Over the last several decades, there has been a steady increase in the number of people who are diagnosed with kidney cancers each year in the United States. Perhaps more troubling, the number of people dying from kidney cancer in the U.S. each year is slowly rising as well. While removal of the kidney cancer by surgery can be an effective treatment, this depends primarily on how early the cancer is detected and whether or not the tumor is completely confined to the kidney. Unfortunately , even for kidney cancer patients who have tumors that appear to be treatable by surgery, there is roughly a 30% risk that their localized cancer will progress to metastatic disease after surgery, indicating that the disease was much more advanced than originally determined. As such, there is a clear need to better understand kidney cancer aggressiveness at the molecular level so that we can improve early detection, provide better prediction of who has aggressive forms of the disease, enhance treatment options for these patients, and, ultimately, stem the tide of deaths from this increasingly common cancer.
The goals of our proposed study are to improve the understanding of the underlying mechanisms of aggressiveness for the most common form of kidney cancer, clear cell renal cancer (ccRCC). In particular, the research knowledge gained will be used to develop a biomarker-based prediction model that will help clinicians more accurately predict which ccRCC patients are at greatest risk for return of the cancer after the initial surgery.
In addition, development of this biomarker panel will also provide new evidenced-based targets for the development of novel therapeutics to use in conjunction with surgery to slow ccRCC progression and improve patient survival. To do this, we propose to combine the unique biospecimen and patient data resources available at our institutions with state-of-the-art protein tissue imaging mass spectrometry and metabolomic techniques. Indeed, our application of direct imaging of proteins and analysis of cellular metabolites from frozen kidney cancer tissues is a novel approach. The metabolite analysis will be performed by a company with the most advanced resources available to derive meaningful information from these tissue samples. We hypothesize that identification of novel proteins and metabolites that are specific to aggressive forms of ccRCC can be linked to an existing panel of validated biomarkers of ccRCC aggressiveness already developed at the Mayo Clinic to create a robust, multi-biomarker panel for predicting outcome following surgery for localized ccRCC. This new test will improve identification of those ccRCC patients at greatest risk of experiencing cancer progression and death following surgery.
Such a test that can better predict this recurrence is needed, but what is also lacking are effective treatments to offer individuals at risk for cancer recurrence. The second phase of the study is designed to address this by examining advanced disease kidney cancer samples with the same methods used in the first sample group.
We expect to develop a novel biomarker prognostic panel within the 3-year grant period that can be applied clinically to enhance outcome prediction for patients with ccRCC. Moreover, given the freestanding nature of this new biomarker panel, an added benefit will be that this biomarker panel can be used in conjunction with a wide variety of existing pathologic features and algorithms currently used by clinicians to direct surveillance and manage care for ccRCC patients following surgery (i.e., broad applicability).
Finally, our plans to analyze paired primary metastatic ccRCC tumors is a longer-range study that could lead to new targets for therapy in patients with advanced ccRCC. We believe new targets can be identified because the methods of tissue imaging mass spectrometry and metabolite profiling have not been applied to renal cancer tissues. The strong existing clinical resources of the Mayo Clinic and the large urological clinical practice at EVMS is another unique combination that will facilitate moving these new diagnostics for renal cancers forward into wider clinical use.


_WHAT IS NEEDED_: In the records below, find the line containing "is (456, 975)." and the line containing "p: info hub.". Give again exactly those lines and every line between them, omitting the pictures.

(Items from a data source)
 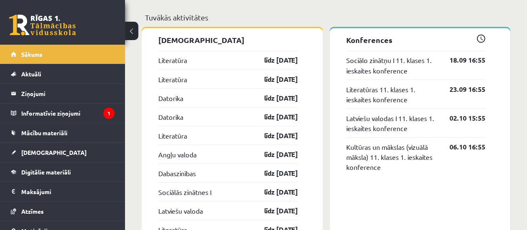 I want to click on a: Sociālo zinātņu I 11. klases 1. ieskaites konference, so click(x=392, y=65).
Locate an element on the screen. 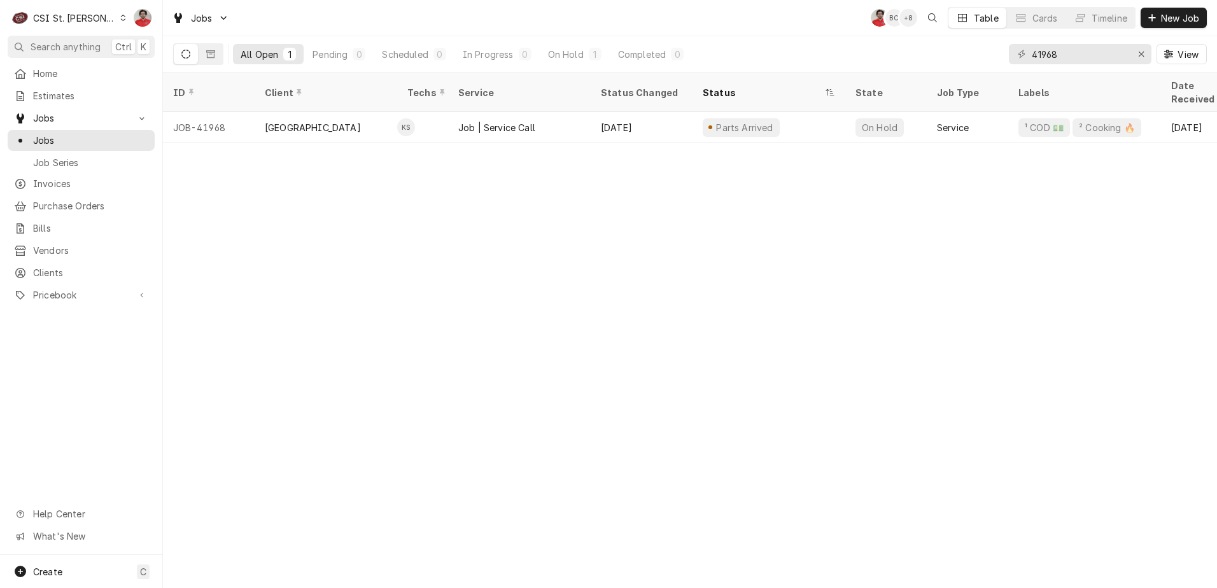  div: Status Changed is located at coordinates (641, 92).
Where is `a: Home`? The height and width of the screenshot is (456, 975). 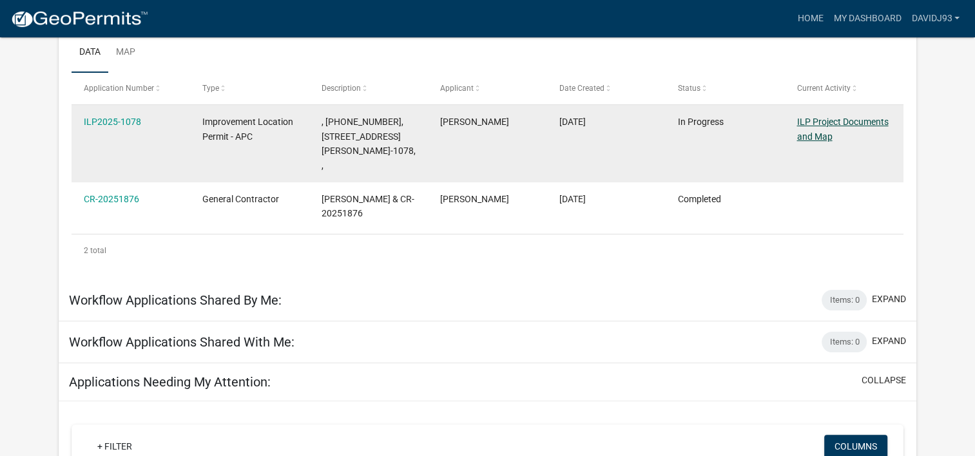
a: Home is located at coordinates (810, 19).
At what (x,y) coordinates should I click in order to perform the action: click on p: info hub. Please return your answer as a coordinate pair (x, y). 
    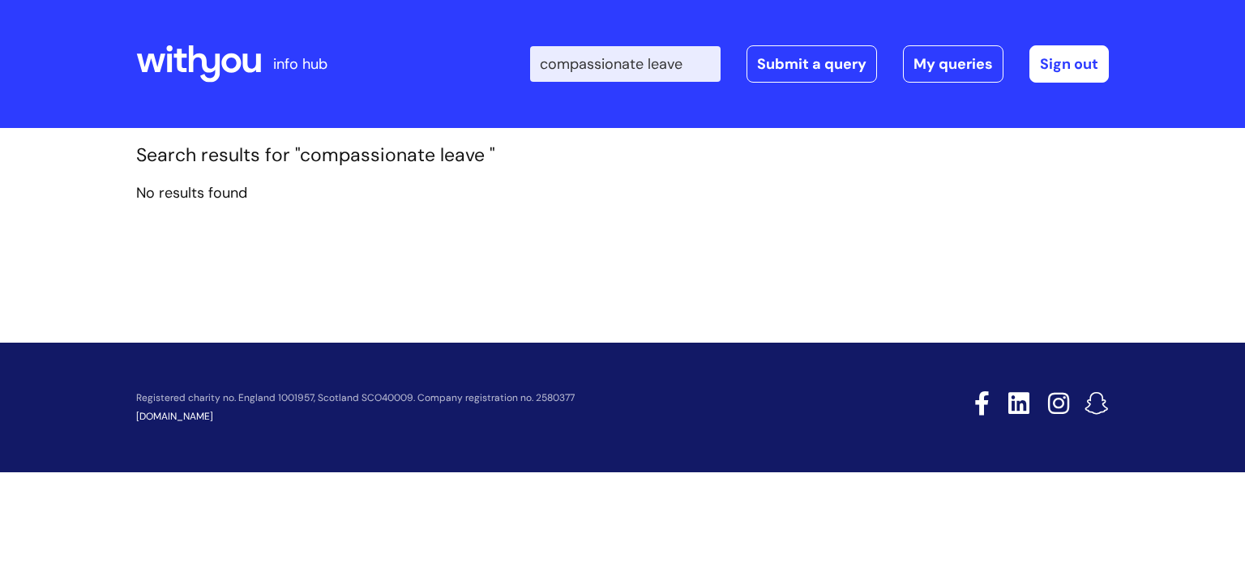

--

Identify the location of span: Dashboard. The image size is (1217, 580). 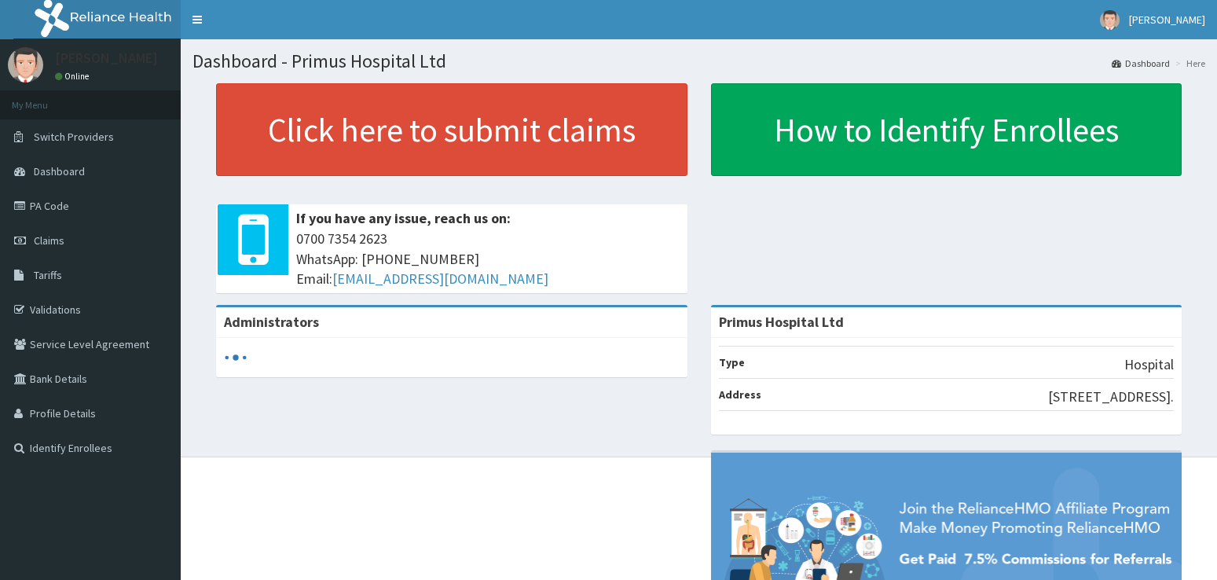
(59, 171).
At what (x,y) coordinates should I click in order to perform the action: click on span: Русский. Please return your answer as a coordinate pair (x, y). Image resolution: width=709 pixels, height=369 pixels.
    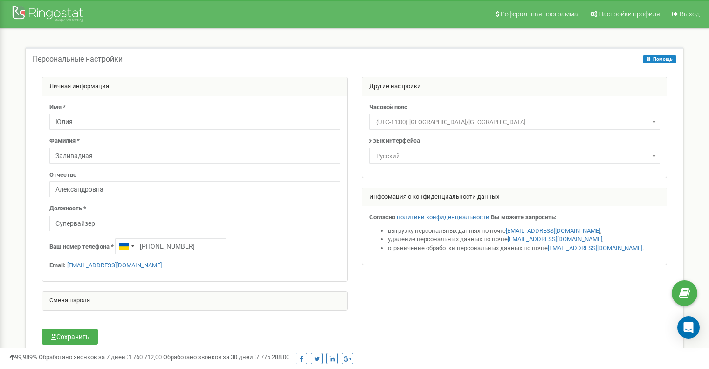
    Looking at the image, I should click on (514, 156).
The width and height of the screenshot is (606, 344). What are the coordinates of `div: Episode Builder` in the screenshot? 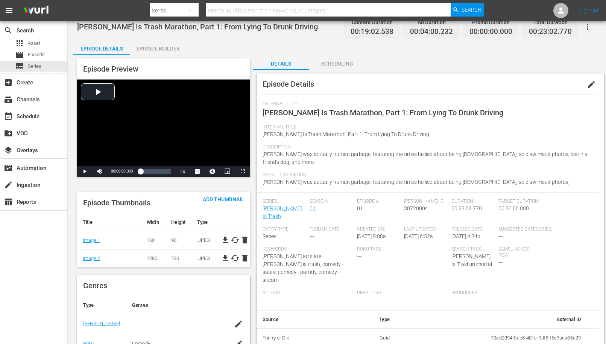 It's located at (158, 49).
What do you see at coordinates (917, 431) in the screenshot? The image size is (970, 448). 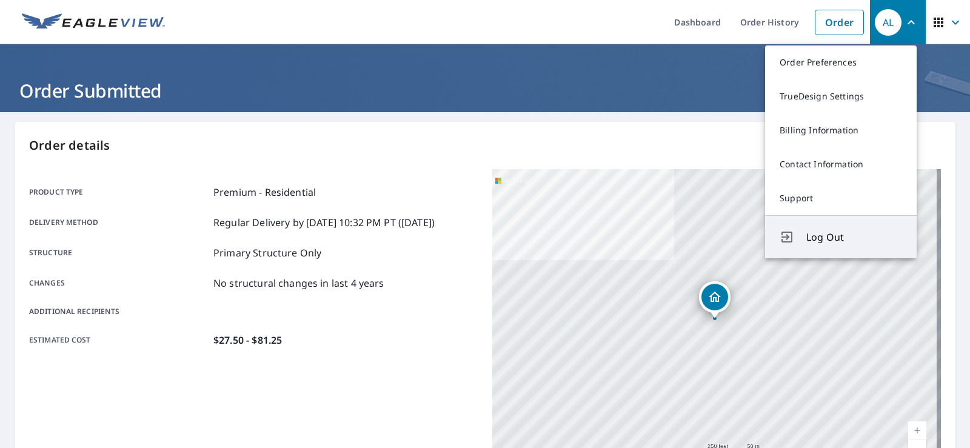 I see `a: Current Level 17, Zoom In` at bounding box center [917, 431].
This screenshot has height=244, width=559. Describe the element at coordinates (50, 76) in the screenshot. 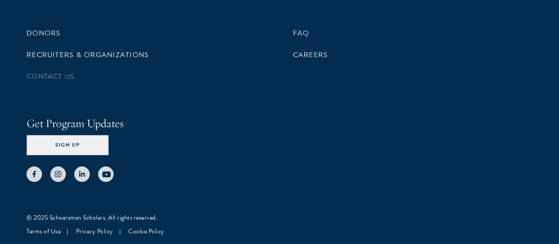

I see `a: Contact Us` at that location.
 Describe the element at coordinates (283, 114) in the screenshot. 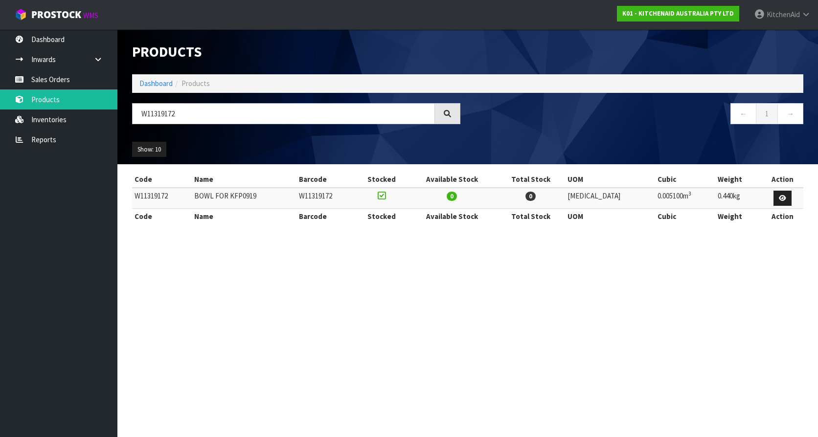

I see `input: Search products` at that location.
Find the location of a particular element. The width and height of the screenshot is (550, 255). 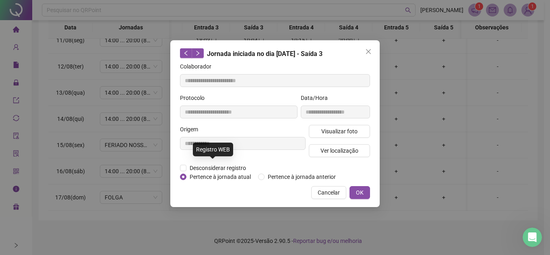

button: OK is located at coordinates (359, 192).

_WORKED SOLUTION_:
Where is `a: Home`? The height and width of the screenshot is (456, 975). 
a: Home is located at coordinates (810, 19).
At what (x,y) coordinates should I click in order to perform the action: click on p: info hub. Please return your answer as a coordinate pair (x, y). 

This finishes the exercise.